With a Data Model in addition to your Domain Model, this is all simpler since you don't need to restrict access to a Data Model object the way you would a Domain entity. Data Models don't have invariants, you can safely leave their parameterless constructor and properties publicly accessible and settable for rehydration. The only thing you need to take care of is have some FromData()
method or constructor on your domain entity that takes a data model as an input and instantiates the entity. Again, the technique is made safe thanks to accessibility level restriction - the hydration code can typically be in an assembly granted internalsVisibleTo
by the domain.
Upvotes: 2
Reputation: 57249
Quick review of repositories, as defined by Evans
REPOSITORIES (provide) the means of finding and retrieving persistent objects while encapsulating the immense infrastructure involved.

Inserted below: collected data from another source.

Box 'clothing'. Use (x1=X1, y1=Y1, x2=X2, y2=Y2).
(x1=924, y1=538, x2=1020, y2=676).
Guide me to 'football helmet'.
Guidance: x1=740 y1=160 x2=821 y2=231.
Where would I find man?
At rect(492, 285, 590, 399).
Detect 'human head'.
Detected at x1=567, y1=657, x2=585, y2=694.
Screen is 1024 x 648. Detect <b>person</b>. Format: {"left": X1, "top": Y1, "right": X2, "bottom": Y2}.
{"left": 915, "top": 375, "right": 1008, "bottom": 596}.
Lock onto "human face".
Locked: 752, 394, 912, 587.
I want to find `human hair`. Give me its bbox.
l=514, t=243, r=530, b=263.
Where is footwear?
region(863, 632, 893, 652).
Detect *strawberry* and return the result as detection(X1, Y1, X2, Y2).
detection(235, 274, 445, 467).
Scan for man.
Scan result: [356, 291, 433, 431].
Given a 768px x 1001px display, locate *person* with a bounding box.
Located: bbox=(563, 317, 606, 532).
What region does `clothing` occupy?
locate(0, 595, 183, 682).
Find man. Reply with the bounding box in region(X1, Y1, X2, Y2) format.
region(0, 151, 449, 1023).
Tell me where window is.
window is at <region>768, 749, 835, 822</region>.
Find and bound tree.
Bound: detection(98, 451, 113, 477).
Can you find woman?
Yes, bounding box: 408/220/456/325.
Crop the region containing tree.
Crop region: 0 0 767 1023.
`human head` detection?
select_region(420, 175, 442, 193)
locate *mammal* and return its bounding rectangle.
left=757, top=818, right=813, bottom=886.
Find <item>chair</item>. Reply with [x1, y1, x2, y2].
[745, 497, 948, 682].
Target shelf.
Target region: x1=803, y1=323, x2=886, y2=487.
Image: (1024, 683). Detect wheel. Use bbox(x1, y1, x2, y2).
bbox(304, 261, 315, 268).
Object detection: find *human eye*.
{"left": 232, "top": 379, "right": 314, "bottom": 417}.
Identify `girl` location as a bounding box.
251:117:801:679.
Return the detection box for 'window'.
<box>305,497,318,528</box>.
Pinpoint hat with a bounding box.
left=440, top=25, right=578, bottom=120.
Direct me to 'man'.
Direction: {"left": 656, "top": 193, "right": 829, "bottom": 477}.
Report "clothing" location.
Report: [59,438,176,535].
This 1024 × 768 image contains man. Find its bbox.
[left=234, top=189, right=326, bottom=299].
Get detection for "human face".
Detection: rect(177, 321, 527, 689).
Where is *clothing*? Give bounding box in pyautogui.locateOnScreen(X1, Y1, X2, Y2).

(REPOSITORIES) provide the illusion of an in memory collection...
So, the API interface should normally be expressed in a domain specific vocabulary; neither the application layer nor the domain model should need to know any specifics beyond what is expressed in the API.
Commonly, the immense infrastructure means a domain agnostic persistence appliance; we don't persist domain objects, we persist bytes. With some appliances, we work very closely with the byte representation -- think streaming data to and from files. In other cases, the appliance provides a abstraction of those bytes - an RDBMS gives us an API that understands rows in tables, and encapsulates the details of how the bytes are arranged.
What this means is that somewhere we need a transformation from a domain agnostic representation to a domain specific representation, and vice versa.
Normally, these take the form of functions.
toDomainModel: JsonDocument -> DomainModel
toJson: DomainModel -> JsonDocument
These functions are normally defined by, and invoked by, the repository implementation -- they are part of the immense infrastructure that Evans describes.
I cannot do this because the invariants of the domain object will not be considered.
There are a couple possibilities here.
One, of course, would be to get a smarter mapper.
A second possibility is to model the unvalidated representation of the model as a distinct thing from a validated representation.
Example: consider a model for Money
, that requires an Amount
and a CurrencyCode
; and the semantics of your model requires that Amount
be a positive number and CurrencyCode
be an entry in a fixed collection of tokens. There's nothing wrong with having an UnvalidatedMoney
type, that has no semantic restrictions, and a function that converts UnvalidatedMoney
to Money
(enforcing the invariant).
This is analogous to what Scott Wlaschin describes for modeling a verified email address.
Note that this isn't necessarily an undue burden; if you have an invariant on some domain concept like money, you probably already have validation to do when passing new input from the world into your model. So the work is mostly about making that validation element re-usable.
A third possibility is to look into the Builder pattern. Persistent objects are, from one point of view, messages that a model wrote in the past so that it could read it in the future. So it is often the case that looking at common messaging patterns is useful.
In this approach, we would load an instance of the builder (created for us by a factory, implemented by the domain model), which has an API that allows the repository to pass the domain agnostic data to the domain model. Again, the message builder, being provided by the domain model, knows the domain invariant and can validate it.
All the validation for the domain object is done in the constructor. Should I just inject a factory into the repository?
That should be fine. You'll want to keep the coupling as small a you can manage (think interface), and you'll want to think about the fact that the factory is now part of the public API for the model (think about how to change the factory so that it remains backwards compatible).